A Quote by Paul Bloom

I think what a lot of fiction is, is the imagining of the worst so as to prepare ourselves. — © Paul Bloom
I think what a lot of fiction is, is the imagining of the worst so as to prepare ourselves.
I can't do fiction unless I visualize what's going on. When I began to write science fiction, one of the things I found lacking in it was visual specificity. It seemed there was a lot of lazy imagining, a lot of shorthand.
Fiction is not a dream. Nor is it guesswork. It is imagining based on facts, and the facts must be accurate or the work of imagining will not stand up.
I think when science fiction is at its worst, it's just spaceships flying around shooting at each other. There has to be a lot more going on than that... science fiction is about exploring new worlds and new ideas, not about ray guns and action, necessarily.
I've just been imagining that it was really me you wanted after all and that I was to stay here for ever and ever. It was a great comfort while it lasted. But the worst of imagining things is that the time comes when you have to stop and that hurts.

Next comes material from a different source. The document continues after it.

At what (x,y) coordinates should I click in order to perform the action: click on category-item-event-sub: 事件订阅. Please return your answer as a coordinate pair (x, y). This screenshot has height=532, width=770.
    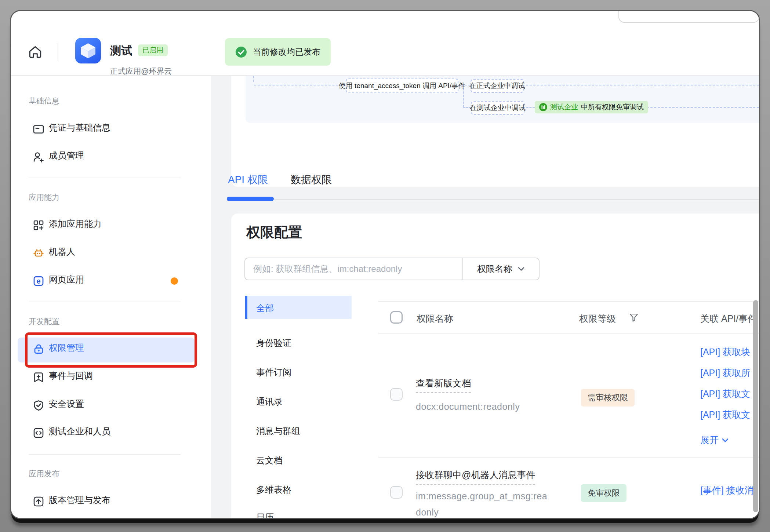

Low self esteem involves imagining the worst that other people can think about you.
The basis of all love is self-love and we certainly suffer a lot in our society from lack of self-love. When we don't take care of ourselves, it's really just a symptom of not loving ourselves. So the worst thing that we can do is to beat ourselves up for how we've already treated ourselves.
I used to read science fiction a lot, and I still like science fiction when it is a model of how we really are and to see ourselves from another perspective.
I can be very snobby about fiction, especially contemporary fiction. I can be kind of overly demanding, I think. But this is, I think, a good time. A lot of fiction comes out right now. So, I like reading the memoir. I love memoir, the biography, auto bio.
I've learned how to be famous and a lot of people don't prepare for it and it's something that can change life for the better or for the worst.
I do read a lot, and I think in recent years the ratio between the amount of non-fiction and fiction has tipped quite considerably. I did read fiction as a teenager as well, mostly because I was forced to read fiction, of course, to go through high school.
That's one of the reasons I take a lot of consolation in fiction. You have years to work on it. I think that allows you to reach for the best part of your reader instead of a lot of the internet stuff, in which you're kind of reaching for the worst or the most shallow part of your reader.
Don't spend a lot of time imagining the worst-case scenario. It rarely goes down as you imagine it will, and if by some fluke it does, you will have lived it twice.
I think we need to prepare for the worst, and so I support energy efficiency measures.
I think we have every reason to hope for the best but expect and prepare for the worst.
I'm bothered, as a reader, when I feel the writer is filling in too much. Again, whether it's nonfiction or fiction, I think writers are providing a kind of template or platform for thinking and imagining.
If you don’t prepare, you could lose everything. If you prepare for the worst and nothing happens, you’ve lost nothing.